Guided By Voices: The Electrifying Conclusion

News   2024-05-19 13:33:55

Guided By Voices' 20-year career is split almost perfectly between a decade spent deep underground—self-releasing albums, playing to no one, or not playing at all—and a decade as the drunken upstarts of the indie-rock world. When leader and sole original member Robert Pollard decided to stop using the Guided By Voices name (he'll almost surely continue playing the songs) at the end of 2004, it seemed well-timed or even overdue: He'd released too many records, both as GBV and with various side projects, for anyone to keep up with. But when reduced to a digestible package, say four hours, and delivered with love and inebriated passion, the GBV catalog is pretty amazing.

The Electrifying Conclusion is a straight-ahead document of the band's lengthy final concert, on December 31, 2004 at Chicago's Metro. Pollard and his latest lineup run through the band's history with lots of special guests: A photo montage at the beginning gives way to a series of guest appearances (including Tobin Sprout, Pollard's brother, and Superchunk drummer Jon Wurster) that look at 20 years of songs through a rosy telescope.

Pollard's famous drunkenness doesn't hinder the moving performances, though it's amazing that he's still standing at 3:20 a.m. after innumerable beers and shots. (They're delivered, in true rock-star fashion, by onstage bartender and GBV friend Trader Vic. And two buckets, marked "piss" and "puke," sit on the drum riser.) But by the first encore, Pollard seems to be just hitting his stride, tackling a series of songs that sounded classic when they were first delivered: "Queen Of Cans And Jars," "I Am A Scientist," "Teenage FBI." By the time 2005 is a few hours old, Guided By Voices feels done for good, and its legacy fairly secure. As Pollard puts it about 20 beers in: "We're the mighty, mighty Guided By Voices, and fuck whoever."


What you need to do
Nothing but a verbatim copy of the data, minus the images, should be returned.

Supplied records
══════

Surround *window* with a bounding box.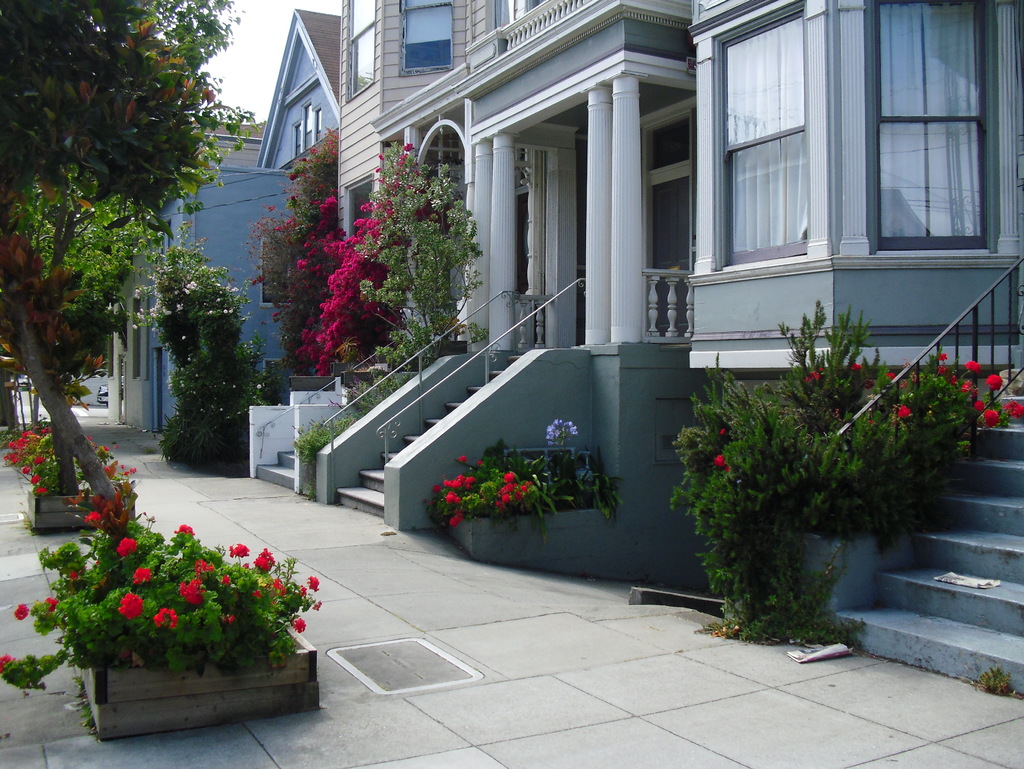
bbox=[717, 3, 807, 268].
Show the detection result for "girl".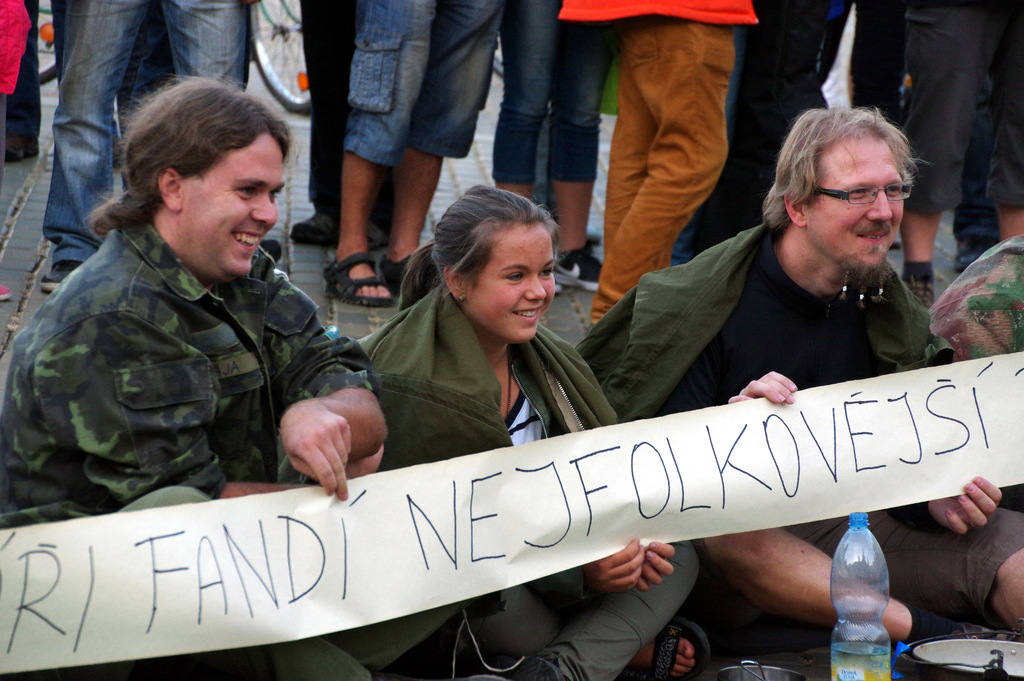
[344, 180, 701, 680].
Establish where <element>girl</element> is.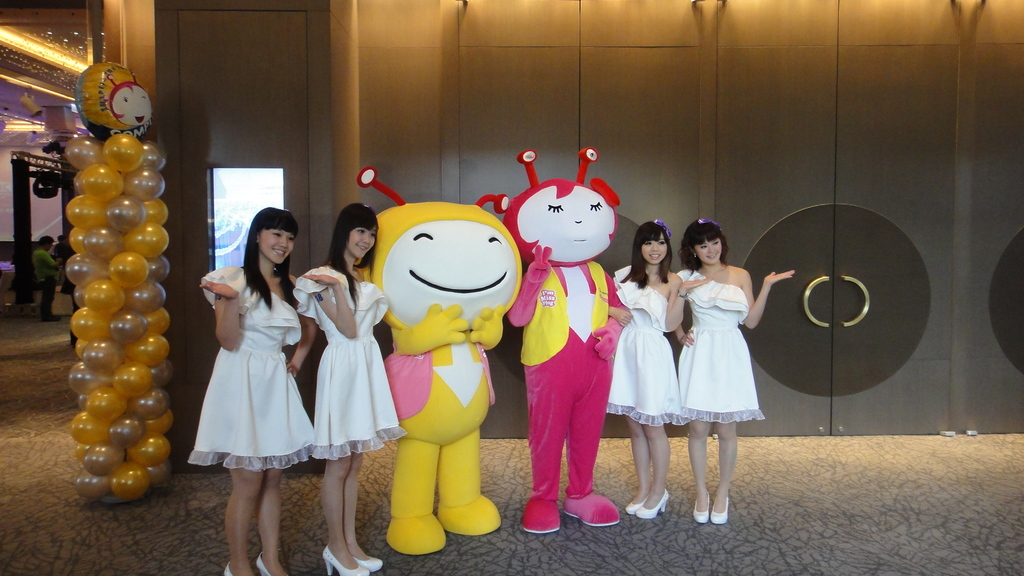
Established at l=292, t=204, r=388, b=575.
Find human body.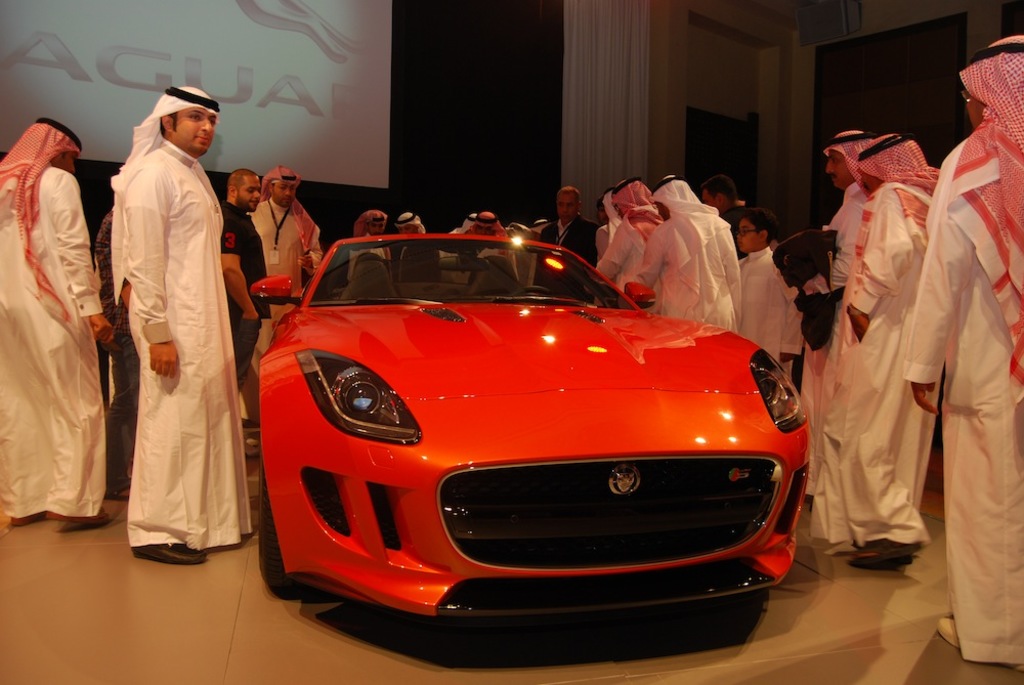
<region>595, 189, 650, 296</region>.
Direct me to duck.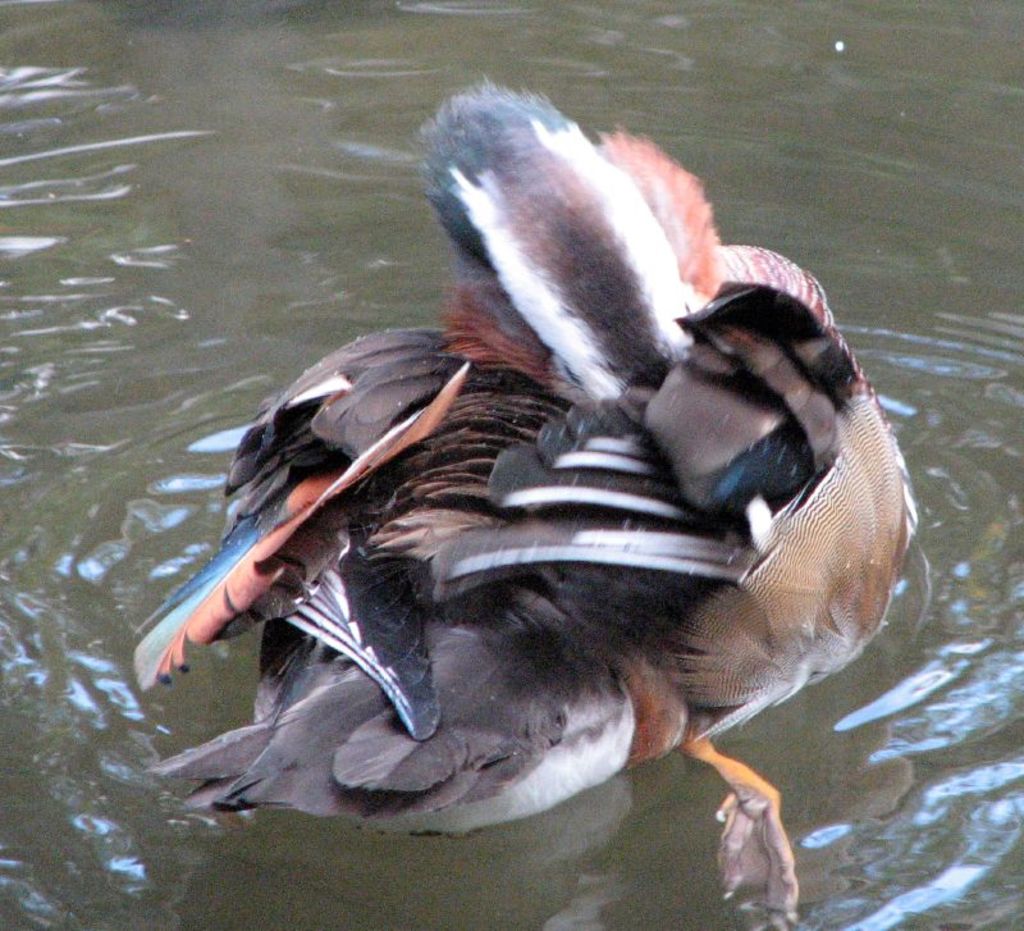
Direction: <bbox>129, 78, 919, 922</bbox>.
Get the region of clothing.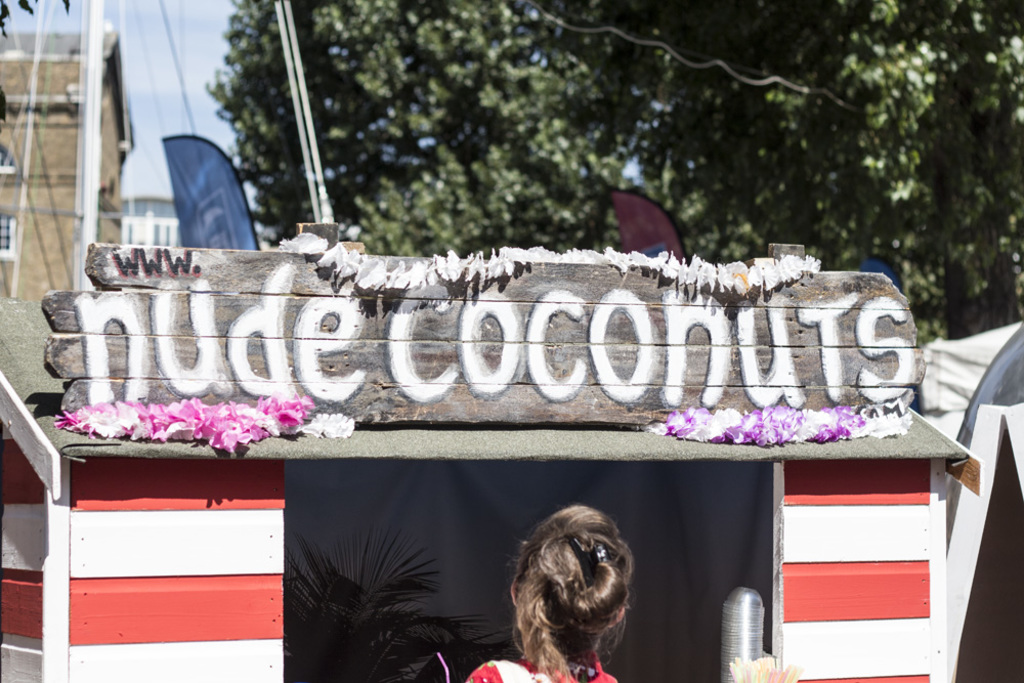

══════

Exercise output
Surround *window* with a bounding box.
bbox=[717, 3, 807, 268].
Show the detection result for "girl".
[344, 180, 701, 680].
Establish where <element>girl</element> is.
Established at l=292, t=204, r=388, b=575.
Find human body.
<region>595, 189, 650, 296</region>.
Direct me to duck.
Direction: <bbox>129, 78, 919, 922</bbox>.
Get the region of clothing.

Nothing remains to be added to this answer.